By Rodrigo Uprimny[1]
El Espectador, August 2, 2019
(Translated by Eunice Gibson, CSN Volunteer Translator)
In the speech he made on July 20, President Duque condemned the murders of social leaders and he committed to “rooting out” this tragedy, which is good. But he stated that his government had reduced those killings by 35%, thanks to his “Well-Timed Plan of Action” (PAO in Spanish). That is a thesis that is unsustainable.
That claim by Duque comes from a report by his Human Rights Counsel, Francisco Barbosa, which has circulated in different versions, with the same idea: there has been a significant reduction in crimes against social leaders during the Duque administration, a reduction that can be attributed to the PAO.
Barbosa compares the number of crimes against social leaders between August of 2017 and July of 2018 (Santos administration) and between August of 2018 and July of 2019 (Duque administration). He concludes that, since in the Santos period there were 105 homicides, while in the Duque period there were 68, that there had been a reduction of more than 35% during the Duque administration, a reduction that should be attributed to the PAO.
Barbosa bases his number on the reports from the Colombia Office of the United Nations High Commissioner for Human Rights (Oacnudh) which is a serious and independent entity, so that makes the report look solid. But, as the critics such as Colombia Check have shown, Barbosa commits at least four monumental errors.
First, the report ignores other sources that have arrived at different results, results concluding that the situation in the Duque government is just as bad or even worse than in the Santos government, which was very bad. Some of those sources are official, such as the Public Defender, or serious research centers, such as FIP (Ideas for Peace Foundation) or Cerac (Conflict Analysis Resource Center). Barbosa could dispute those other sources, but he cannot simply ignore them, especially because we are confronting a phenomenon that is significantly under-reported. International experts such as Patrick Ball recommend that data should not be based on a single source, but rather data from different sources should be used, with methods like the so-called capture and recapture, as Dejusticia did in 2017.
Second, Barbosa distorts the methodology used by Oacnudh, because he does not clarify that the figure for the Duque period is provisional. Oacnudh distinguishes between cases that are documented or verified and cases still under investigation. Oacnudh reported that up to June 7 there had been 26 documented murders of social leaders in 2019 and another 50 under investigation. Barbosa’s thesis remains in limbo, because the figure for the Duque period might be worse than the figure for the Santos period if the majority of the cases still being investigated turn out to be confirmed.
Third, the periods analyzed by Barbosa are not comparable, because in the Santos months there were three elections (Congress and two Presidential rounds) while during the Duque months there were none. Every serious analyst knows that in our violent democracy, those kinds of crimes usually increase in election periods and that’s probably the reason that the first part of 2018 was so terrible.
Finally, and as a complement to the previous reason, the eventual reduction in murders of social leaders (which is not very clear) cannot be attributed to PAO, because not only is he comparing periods that are not comparable, but also, Barbosa confuses correlation with causation and does not demonstrate why the PAO was so effective.
That one single social leader is murdered is unacceptable.
Because of that it’s terrible to even be discussing these numbers. But this
debate is necessary because Barbosa’s errors not only kill the conclusions of
his own report, but they also involve the deaths of real people, since they put
the Duque government in the position of basing its actions on a mistaken
diagnosis of the magnitude and the dynamic of this terrible slaughter. These numbers
and these errors are literally deadly.
[1] Professor Rodrigo Uprimny is a lawyer, and a professor emeritus at the National University of Colombia. He has served as a magistrate and is co-founder and now a member of the Board of Directors of Dejusticia, a Colombian research and advocacy organization.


### WHAT YOU SHOULD DO
Beginning with the line that contains "The image size is (494, 270).", print each line to the end of the data exactly. Omit the pictures.

### Stored items

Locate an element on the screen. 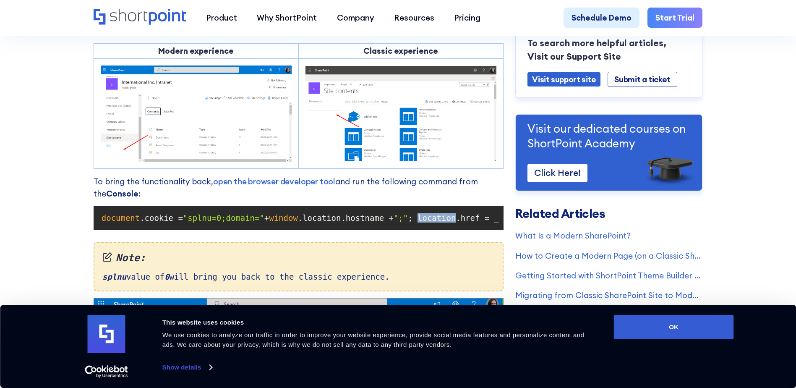  a: Home is located at coordinates (140, 17).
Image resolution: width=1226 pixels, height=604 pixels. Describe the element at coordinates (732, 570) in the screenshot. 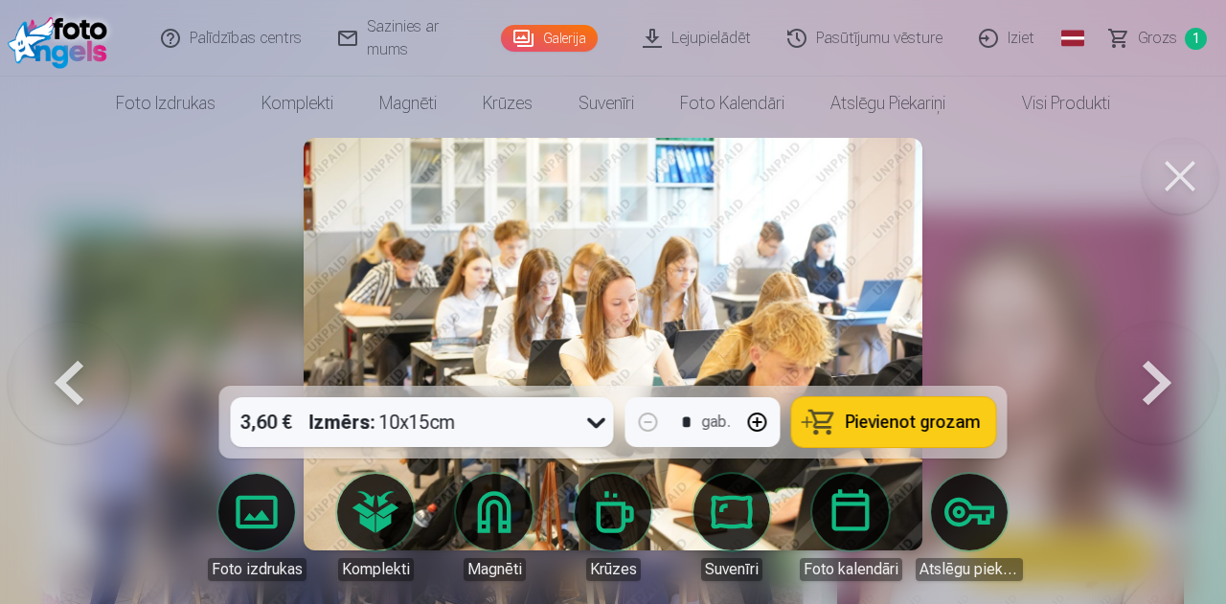

I see `div: Suvenīri` at that location.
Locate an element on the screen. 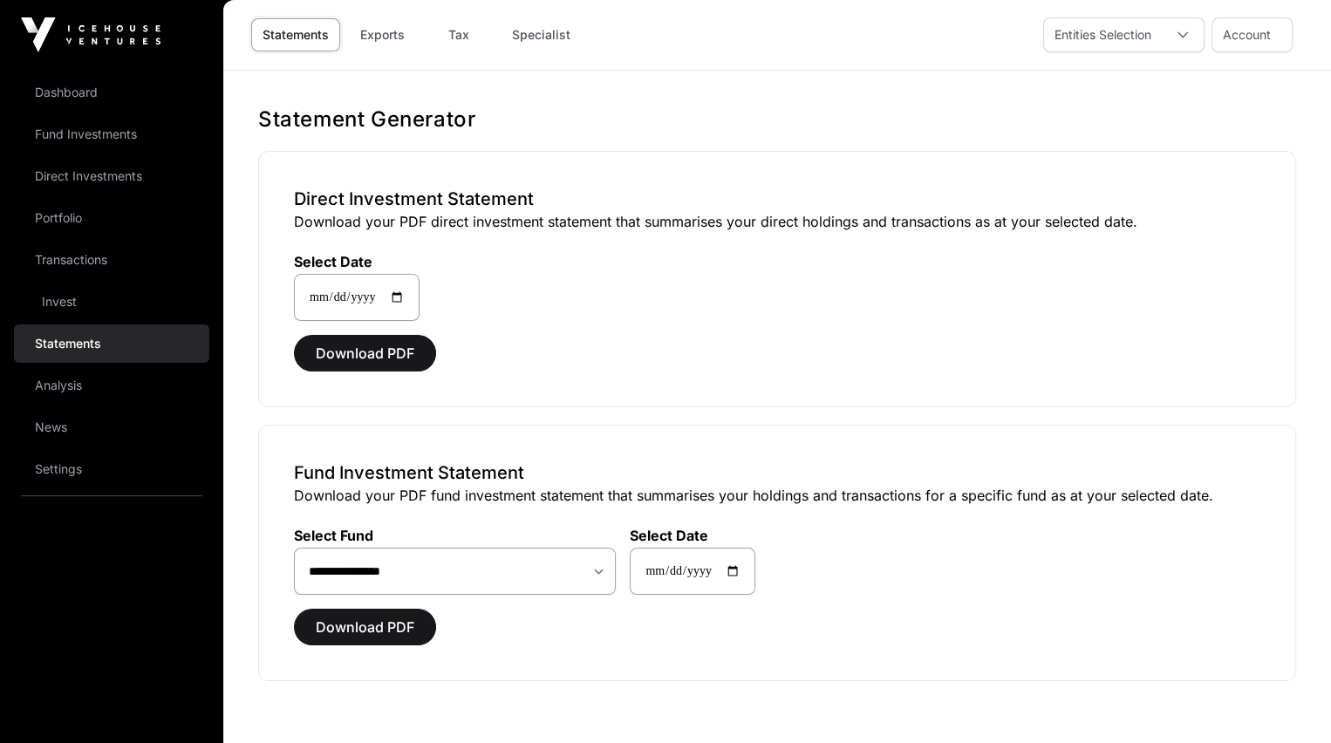 Image resolution: width=1331 pixels, height=743 pixels. a: Direct Investments is located at coordinates (112, 176).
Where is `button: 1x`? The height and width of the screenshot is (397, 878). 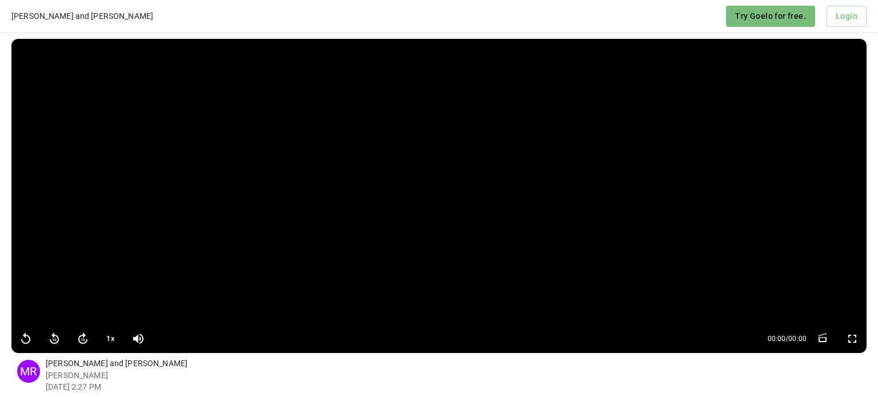
button: 1x is located at coordinates (110, 339).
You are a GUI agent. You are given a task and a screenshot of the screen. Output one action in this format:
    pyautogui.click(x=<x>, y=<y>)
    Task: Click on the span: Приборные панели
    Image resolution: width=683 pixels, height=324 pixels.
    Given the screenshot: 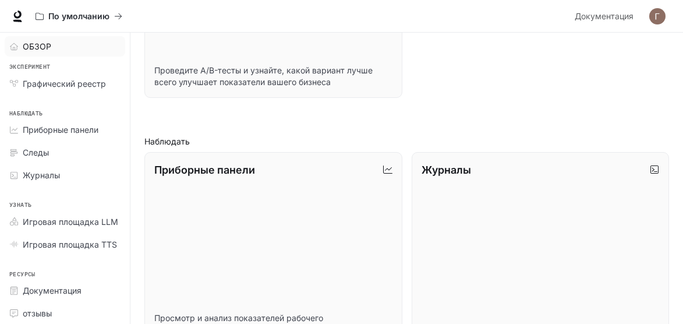 What is the action you would take?
    pyautogui.click(x=61, y=129)
    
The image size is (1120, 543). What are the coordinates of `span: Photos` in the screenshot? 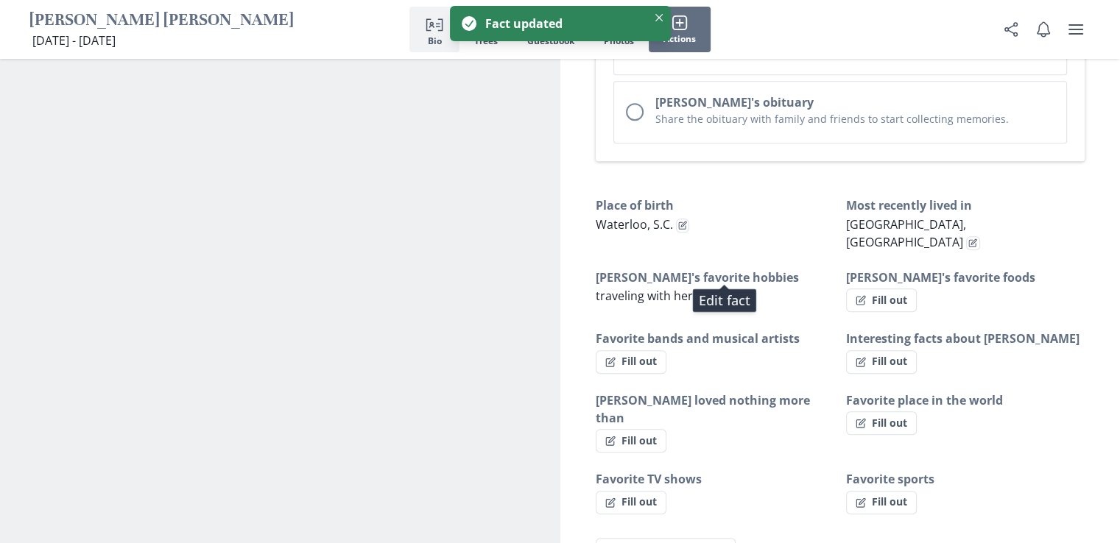 It's located at (618, 41).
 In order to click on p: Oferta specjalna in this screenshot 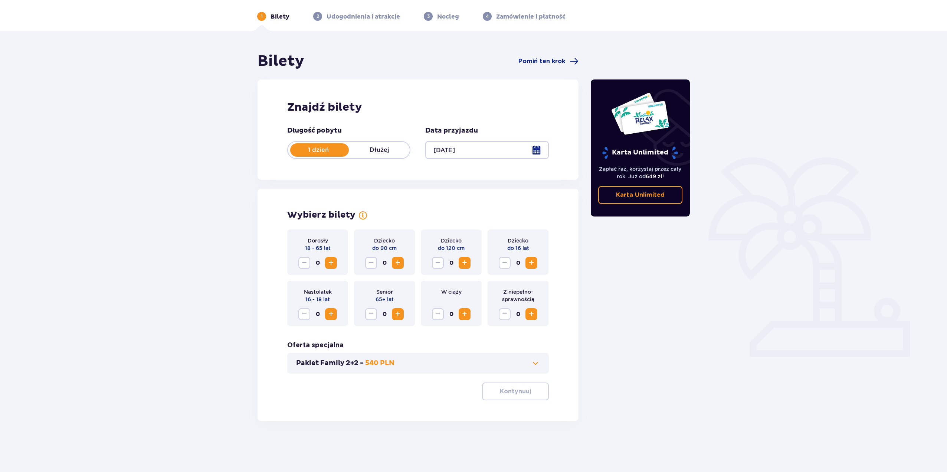, I will do `click(315, 345)`.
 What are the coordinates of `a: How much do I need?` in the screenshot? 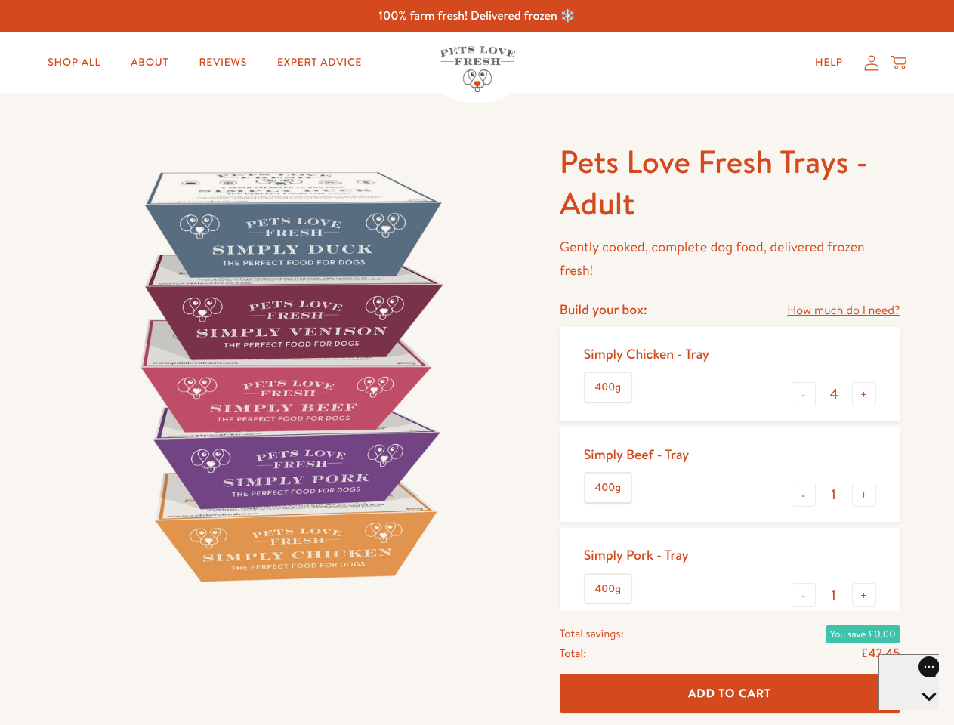 It's located at (843, 310).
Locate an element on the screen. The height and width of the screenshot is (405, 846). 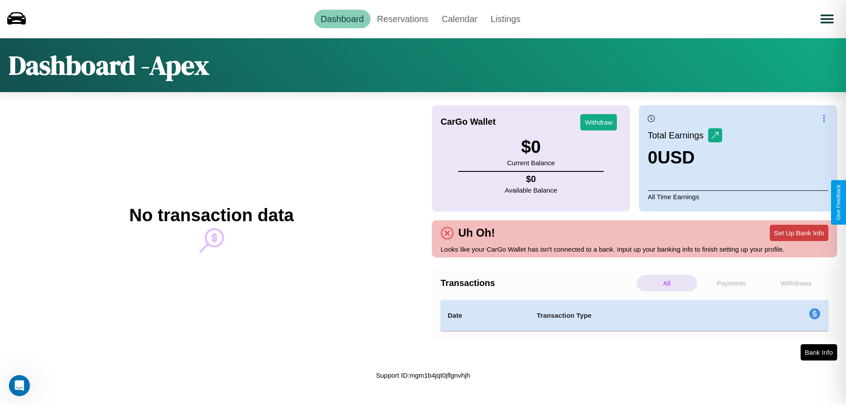
button: Set Up Bank Info is located at coordinates (799, 233).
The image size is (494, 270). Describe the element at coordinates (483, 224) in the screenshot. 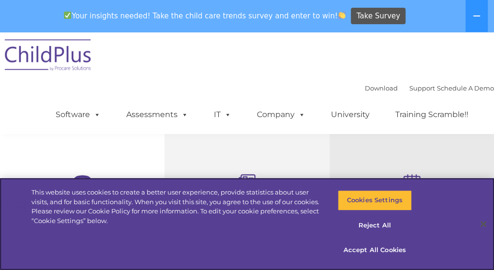

I see `button: Close` at that location.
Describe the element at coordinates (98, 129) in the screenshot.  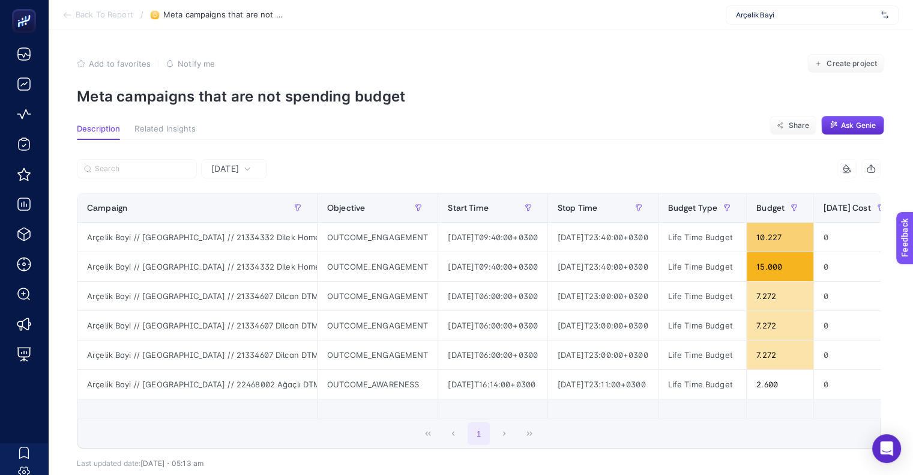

### RESPONSE AREA
The image size is (494, 270). Describe the element at coordinates (483, 224) in the screenshot. 

I see `button: Close` at that location.
Describe the element at coordinates (98, 129) in the screenshot.  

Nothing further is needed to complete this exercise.